Friday, 8 April 2022

The Night Clerk (2016)

I think we are supposed to be relieved when the 'Norman Bates' secret of a hotel night clerk with Asbergers is out and turns out to be not quite what we suspected because this thriller seems to think that that is the end of the matter and moves breezily on, apparently unaware of a whole lot of concerns and questions and 'but-hold-on-a-minutes' the viewer has about this witness to a hotel room murder who becomes embroiled in an investigation; it's an initially intriguing but ultimately ŕather sad little thriller.

★★☆☆☆

CINECAL: ONE SENTENCE REVIEWS

Saturday, 2 April 2022

Narrow Margin (1990)


The RKO screenplay, first filmed in 1955 and then this time in 1990, has all the ingredients of a classic thriller: a train carrying a witness to murder and thugs trying to identify her before she and her escort, a Deputy District Attorney played by Gene Hackman, get to Vancouver to testify against a Mr Big - but it all ends up silly, empty stuff with the action amounting to Hackman flinging himself sideways into a sleeping car or into a nook or into a quiet cargo hold as the inept baddies trawl up and down and up and down the train corridors ridiculously unable to pinpoint the car in which Anne Archer, the witness, sits either being breathless and scared in the dark or else engaged in long conversations with the DA somehow still able to stop by regularly for lengthy heart-to-hearts.

★★★☆☆

CINECAL: ONE SENTENCE REVIEWS

Friday, 28 January 2022

Spider-man: No Way Home (2021)

I wasn't always rivetted, as evidenced by the fact I was able to make to-do lists in my head as the dizzying cgi-action sequences went on and on, but there's no denying the cleverness of this Spider-man movie (the sixth Marvel film to feature Tom Holland as the webslinger but the first to characterise him as a mature agent of salvation, not a juvenile wannabe meter-out of violent justice), one that makes all the previous iterations of Spider-man, the ones with Andrew Garfield or Toby Maguire or even, say, Shinji Tôdô an extension of this movie, neatly rendering moot any and all past inconsistencies in plot or character or circumstance that may have niggled at viewers of umpteen versions, making everything connected and sensible and, get ready for it, ripe for multiple concurrent Spider-man releases.

★★★★☆

CINECAL: ONE SENTENCE REVIEWS

Monday, 3 January 2022

The Door Into Summer (夏への扉 キミのいる未来へ) (2021)

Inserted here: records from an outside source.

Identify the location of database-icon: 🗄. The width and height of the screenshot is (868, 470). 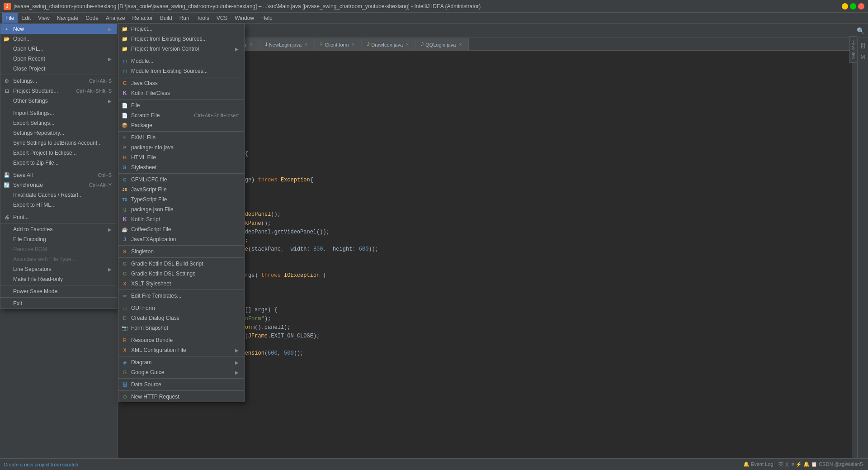
(863, 46).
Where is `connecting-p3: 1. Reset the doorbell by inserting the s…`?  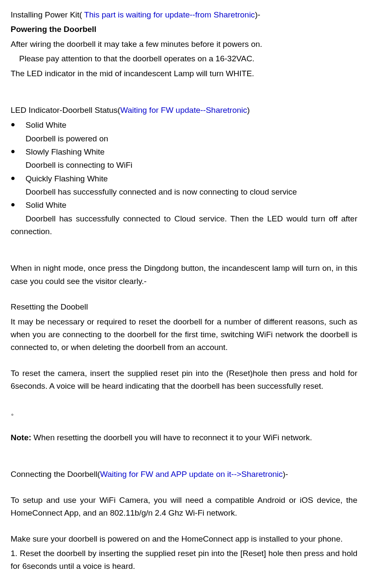 connecting-p3: 1. Reset the doorbell by inserting the s… is located at coordinates (184, 560).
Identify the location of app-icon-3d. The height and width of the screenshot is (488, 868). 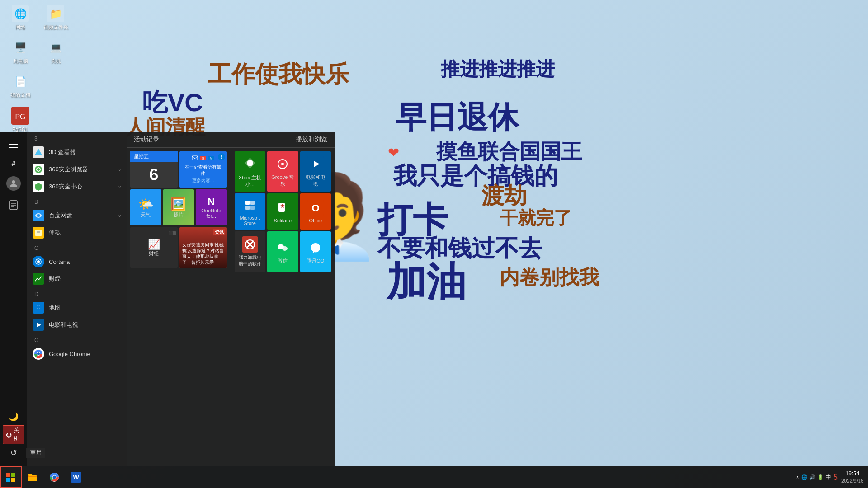
(38, 152).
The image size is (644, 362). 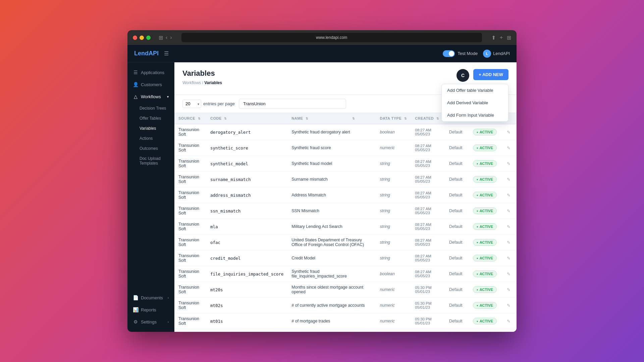 I want to click on add-new-button: + ADD NEW, so click(x=491, y=74).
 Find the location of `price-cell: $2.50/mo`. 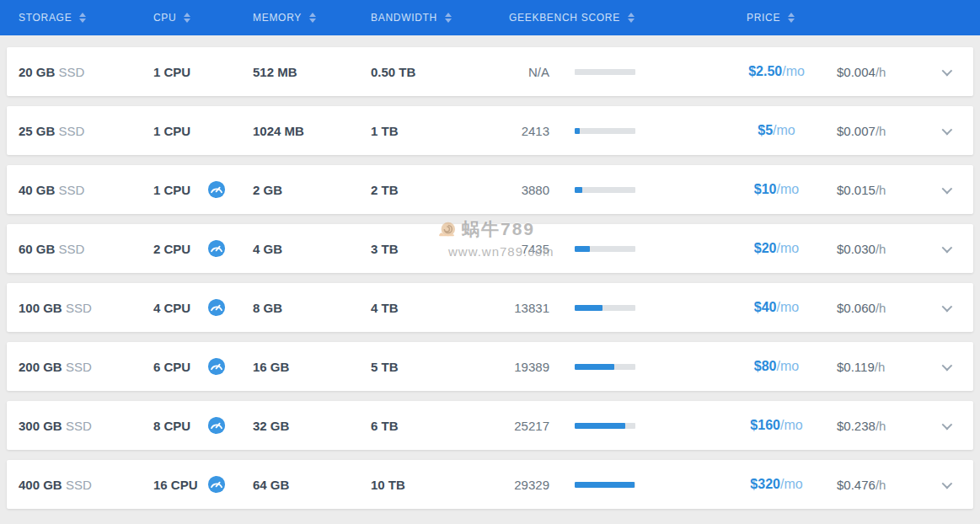

price-cell: $2.50/mo is located at coordinates (777, 72).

Robert A Heinlein's 1956 science fiction novel is turned here into an unhurried Japanese 'heartful' drama mixed with madcapped and madly paced science fiction of a distinctly "Back To The Future" kind (replete with a mad professor in a white coat screaming about there being no time to lose to a bewildered kid in a orange/red puffer jacket) but the two elements - sloooow heartful drama and zany science fiction -  do not sit well together, plus the sight of the pretty-J-boy hero turning to booze, swigging from a flask, or the cat-hating J-femme fatale "letting go" and becoming a hideous Jabba the Hut draws unintended laughs, detracting from the scifi adventure.

★★☆☆☆

CINECAL: ONE SENTENCE REVIEWS

Thursday, 25 March 2021

Nomadland (2020)

The underpaid and overworked man I'm friendly with in my supermarket didn't recognise the name of this movie when I told him it was the reason why I was passing through on the way home so much later than usual, so I told him, "A woman lives in a van and drives around America," and joked that that was everything, he didn't need to see it, he knew everything, but of course there is so much more to Nomadland than that: it is a poem, really, full of breathtaking moments, about the humans who out of necessity pare life down to its most simple form and push, drive on, and somehow manage to still find great beauty in things - say, broken eggshells - even when all else around them is broken.